Sliding context windowToken managementIntent detectionTopic switching
Azure deployment with auto-scaling and observability
Deployed on Azure App Service with auto-scaling configured for peak traffic windows, with minimum instance pre-warming to eliminate cold start latency. Azure API Management handles rate limiting and API key lifecycle. Application Insights instruments every inference call, covering response time, token usage, error rates and model distribution, giving the team real-time visibility to tune and troubleshoot in production.
Azure App ServiceAzure API MgmtApp InsightsAuto-scalingPre-warming
System Architecture
Request flow from user to response
→
☁️
Azure API Mgmt
Rate · Auth
→
→
🧠
Model Router
4.0 / 4.1 / 5.2
←
📝
Prompt Engine
Templates · FewShot
←
💾
Context Store
Sliding window
Infrastructure layers
1
Frontend / UI
Chat interfaceWebSocket / RESTStreaming
2
API layer
Django NinjaFastAPIPythonJWT Auth
3
AI orchestration
GPT-4.0GPT-4.1GPT-5.2Model routerPrompt templates
4
Context engine
Sliding windowIntent detectionToken management
5
Cloud infra
Azure App ServiceAzure API MgmtApp InsightsAuto-scaling
Model routing logic
GPT-4.0Simple lookups, FAQ responses and low complexity queries. Fastest and cheapest.
GPT-4.1Multi-turn conversations, moderate analysis and topic comparisons.

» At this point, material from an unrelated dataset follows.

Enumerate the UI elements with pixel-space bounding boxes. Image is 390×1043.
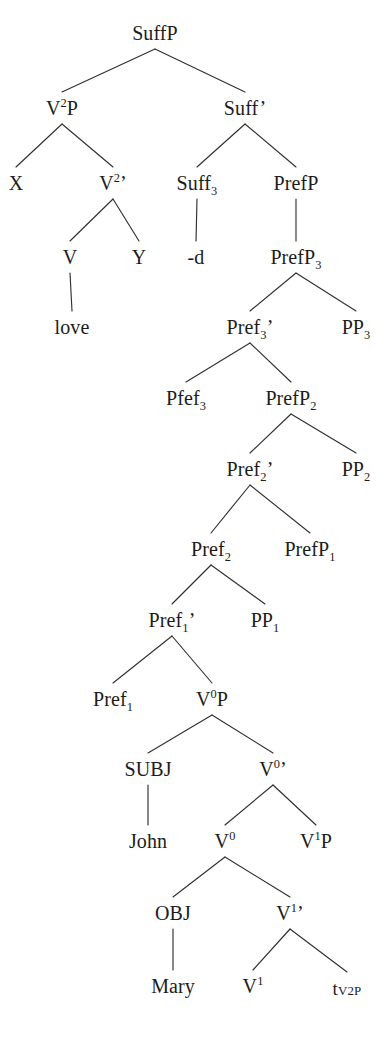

GPT-5.2Complex multi-variable reasoning, edge cases and high-stakes escalations.
What Made This Hard
The engineering challenges that mattered
⚡
AI accuracy on ambiguous queriesSolved with structured prompt templates and explicit output format constraints that force the model to acknowledge uncertainty rather than hallucinate.
⚡
Token limits in long sessionsSolved with a sliding context window that retains the most relevant recent turns and extracted key facts. Quality held without exceeding limits.
⚡
Cold start latency on AzureSolved via minimum instance pre-warming and response streaming. Perceived response time drops significantly even before the full answer is ready.
⚡
API cost at scaleSolved with the model routing layer. Simple queries use cheaper models, reducing average cost per conversation by roughly 60% compared to always using the most capable model.
Key Technical Decisions
Why we built it this way
Django Ninja and FastAPI together
Using FastAPI alone loses Django's mature application layer. Using Django alone adds unnecessary blocking overhead to AI inference routes. Splitting them by responsibility, Django for the app and FastAPI for inference, gets the best of both without the compromises of either.
Azure over AWS for GPT workloads
Azure OpenAI Service deploys GPT models within the client's own Azure tenant, which is critical for data residency, enterprise compliance and predictable cost at high API call volumes. For GPT-heavy workloads, Azure's native integration is a structural advantage over AWS's third-party OpenAI access.
Multi-model router over a single-model architecture
Locking into one model creates both cost risk and capability risk. When GPT-5.3 ships, a single-model architecture requires re-evaluation and potential refactoring. The router decouples model selection from business logic entirely. Upgrades happen in configuration, not in code.
Prompt framework is the most undervalued investment
Most GPT deployments treat prompting as an afterthought. The structured prompt engineering framework, covering templates, few-shot examples, output constraints and uncertainty handling, is what separates a reliable domain AI from a general-purpose chatbot with a branded skin. It is where the majority of quality improvement comes from.